Read “The Nanny Squatter” here.

Read “The Baby Whisperer” here.


Double the Pleasure

Not sure why our beloved women’s magazines are sleeping on the couples’ profile as a subgenre, but in the meantime GQ has cornered the market. Even without booking big fish like Paul Thomas Anderson and Maya Rudolph (your Spreaditors’ dream couple’s profile), they’ve scored by going after shiny little guppies like Nara and Lucky Smith, Livvy Dunne and Paul Skenes, and, now, Morgan Riddle and Taylor Fritz. Spread-favored writer Carrie Battan’s double portrait may have even made us briefly think we cared about a floppy tennis player and a blonde WAG—and, huh, maybe we actually do now?? Like, apparently Riddle has changed the game of tennis with her never-before-seen expert combo of girlfriending and TikToking? Either way, this is the kind of sum-of-their-parts magic trick that we’ll read as fast as they can pump them out.

Read “Inside the Modern Courtship of Taylor Fritz and Morgan Riddle” here.


One Lady, 15 Babies

The New York Times Magazine continues its hot streak as the best ladymag out there this week, though this time around it’s not another hormone-heavy, Susan Dominus story that has us crashing our cymbals (though we’ll take another one of those any day of the week). Rather, it’s a bonkers and compulsive read about a woman who’s taken baby fever to unprecedented heights. MaryBeth Lewis was obsessed with—perhaps addicted to—having children: First, she birthed a batch of five in quick succession. Then she birthed another eight, the last of whom she delivered at 62. At 65, Lewis wanted even more, but no one thought that could be a good idea for infinite reasons, including the fact that her doctor said carrying another child would kill her. So ole MaryBeth got crafty, and with a little sleight of hand hired a surrogate, who gave birth to twins. What happened to babies 14 and 15—and the rest of MaryBeth’s family—still has us reeling.

Read “She Was Ready to Have Her 15th Child. Then Came the Felony Charges” by David Gauvey Herbert here.

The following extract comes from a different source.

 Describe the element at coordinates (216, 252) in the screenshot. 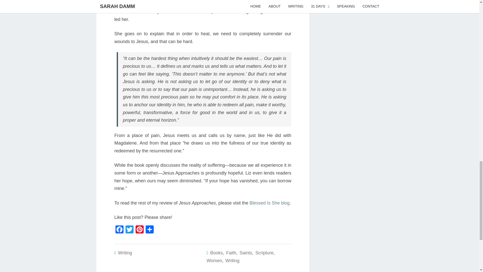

So you don’t like sleep either?

May we point you to the rabbit hole that is Margaret Qualley’s big sister Rainey’s hipster “Hall-o-wedding,” as covered by Vogue and replete with lingerie, costuming, reverse-anthropomorphised infants, and more of that specific, quirky pretty-baby Qualley-family sex appeal that makes your Spreaditors feel like actual sticks in the actual mud—and which will inevitably lead you down deep Instagram scrolls of all its players. This is time that you will never get back; don’t say we didn’t warn you.

Read it here.


Split the Diff

Note to selves: Next time we hear about a new “it” therapy—and especially if it’s been endorsed by Gwyneth Doc Hollywood Paltrow—we shall proceed with caution. The first time we gave much thought to Internal Family Systems, it was courtesy of Esther Perel’s 2024 Where Should We Begin? interview with Dick Schwartz, who originated the idea that each individual has multiple selves, or parts. “A part isn’t a metaphor. It’s a literal personality with its own identity, age, feelings, even body,” writes Rachel Corbett in the Cut, who has arrived, perhaps inevitably, to deliver the cautionary tale—the story of a teen girl sent to a retreat for an eating disorder, who emerged convinced her father had sexually abused her and never had a relationship with him again. Turns out, scientists aren’t so sure it’s a good idea to tell people with complex PTSD or psychosis to split apart and chat up their various internal components. On the contrary, it can lead them to, say, “switch ages, genders, even species,” in a matter of moments—and come out believing fictitious traumas. For Maggie, who spent the past few months immersed in the science of MDMA and retrieved memory for this Bustle story about rich lady memoirist Amy Griffin, which came out last week, it all sounds eerily familiar, a reminder about the suggestibility of our own minds—and why we should be careful who we’re letting tinker around up there.

Read “The Therapy That Can Break You” here.